President Trump announced on Twitter on Mar. 22 that former United Nations Ambassador John Bolton would be his new national security adviser.

Trump tweeted that Bolton would be instated on April 9:

 

 

The New York Times originally broke the news, reporting that Lt. Gen. H.R. McMaster and Trump had been discussing him leaving the job for awhile now but the timing was accelerated to end the speculation and to ensure that Trump had the security team he wanted before he meets with North Korean dictator Kim Jong Un.

McMaster and Trump have been clashing for quite some time.

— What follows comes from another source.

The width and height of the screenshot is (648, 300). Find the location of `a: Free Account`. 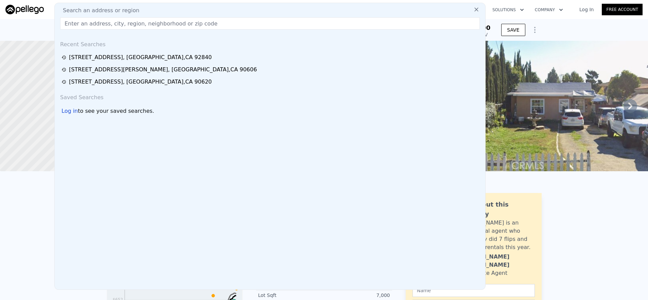

a: Free Account is located at coordinates (622, 10).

“General McMaster’s serious, somber style and preference for order made him an uncomfortable fit with a president whose style is looser, and who has little patience for the detail and nuance of complex national security issues,” the Times reported. “They had differed on policy, with General McMaster cautioning against ripping up the nuclear deal with Iran without a strategy for what would come next, and tangling with Mr. Trump over the strategy for American forces in Afghanistan.”

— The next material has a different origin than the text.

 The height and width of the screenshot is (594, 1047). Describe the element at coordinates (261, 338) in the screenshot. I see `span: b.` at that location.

McMaster also seemed to be less of a friend to Israel and softer on radical Islam than Trump, as McMaster had reportedly viewed Israel as “an occupying power” and screamed at the Israelis for their concerns over Hezbollah.

Bolton, on the other hand, is as pro-Israel as it gets. In November, he wrote an op-ed for Fox News calling for the American embassy to be moved to Jerusalem as soon as possible and in May, Bolton told the Jerusalem Post, “I don’t think the two-state solution is viable anymore.” Bolton argued that Judea and Samaria should be divided between Israel and Jordan and the Gaza Strip should be given to Egypt. When Bolton was assistant secretary of state from 1989-1993, “he coordinated the effort to rescind the United Nations resolution from the 1970s that equated Zionism with racism,” according to Hank Berrien of the Daily Wire.

The former U.N. ambassador has also detailed a lengthy exit strategy for leaving the Iran nuclear deal, suggesting that there is an increased likelihood that Trump will pull out from the deal altogether. Bolton has also been a staunch critic of Russian President Vladimir Putin and wrote a Wall Street Journal op-ed in February titled “The Legal Case for Striking North Korea First.”